[PATCH] D20485: [esan] Add working set base runtime library

Mike Aizatsky via llvm-commits llvm-commits at lists.llvm.org
Fri May 20 15:26:12 PDT 2016


aizatsky added inline comments.

================
Comment at: lib/esan/esan.cpp:120
@@ -116,2 +119,3 @@
   if (WhichTool == ESAN_CacheFrag)
     Mapping.initialize(2); // 4B:1B, so 4 to 1 == >>2.
+  else if (WhichTool == ESAN_WorkingSet)
----------------
please introduce constants for these 2 & 6.

================
Comment at: lib/esan/working_set.cpp:34
@@ +33,3 @@
+// See the shadow byte layout description above.
+static const u32 TotalWorkingSetBitIdx = 7;
+static const u32 CurWorkingSetBitIdx = 0;
----------------
bruening wrote:
> aizatsky wrote:
> > Instead of bit fiddling, do you think a struct with bit fields would look better? 
> Hmm, the issue is that all of the code (not just this CL, but code that uses the other 6 bits) operates on the bits in a way that is not very amenable to using separate named fields: samples at each bit level accumulate into the bit to the left, we would still be creating masks for word-level and other operations (rather than hoping the compiler turns several field references into a single mask), etc.  While a struct might help with this top-level documentation, I don't think it would easily help with the actual code, and the declared field names would not be referenced.
> 
> I know you haven't seen any other code operating on the shadow values yet, so how about this: let's hold that thought, and once you see some future code that operates on all the bits, if you have an idea for how to use named bitfields in the code we can revisit at that point?
SG let's see it coming.

If bitfields wouldn't work, it might be beneficial to extract lower-level shadow memory interface that contains all bit-fiddling.

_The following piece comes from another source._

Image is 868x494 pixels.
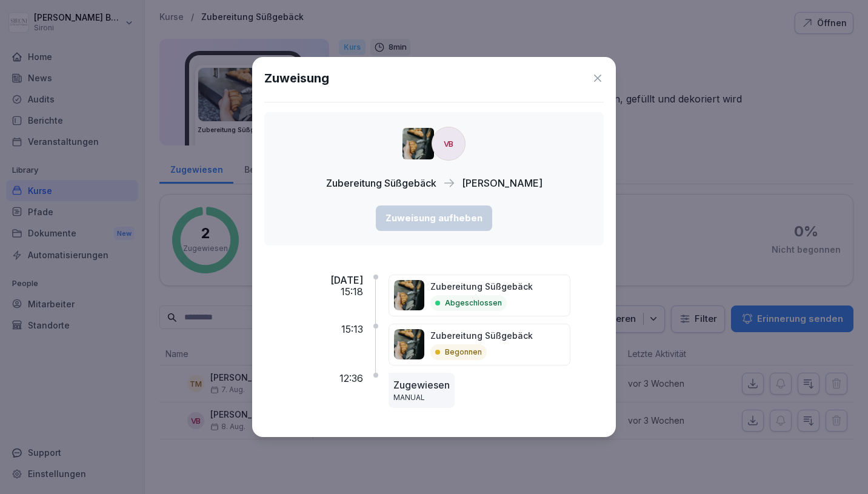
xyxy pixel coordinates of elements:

Not sure how similar would it be to processRangeAccessWorkingSet, but in the future I'd like to see these low-level details more contained and better structured.

================
Comment at: lib/esan/working_set.cpp:53
@@ +52,3 @@
+  while (I < NumLines && (uptr)Shadow % 4 != 0) {
+    if ((*Shadow & ShadowAccessedVal) != ShadowAccessedVal)
+      *Shadow |= ShadowAccessedVal;
----------------
I don't really see a reason to do an if() check here. Why not blindly "*Shadow |= ShadowAccessedVal"? Is it really faster? I would guess that having a branch is not very good for performance?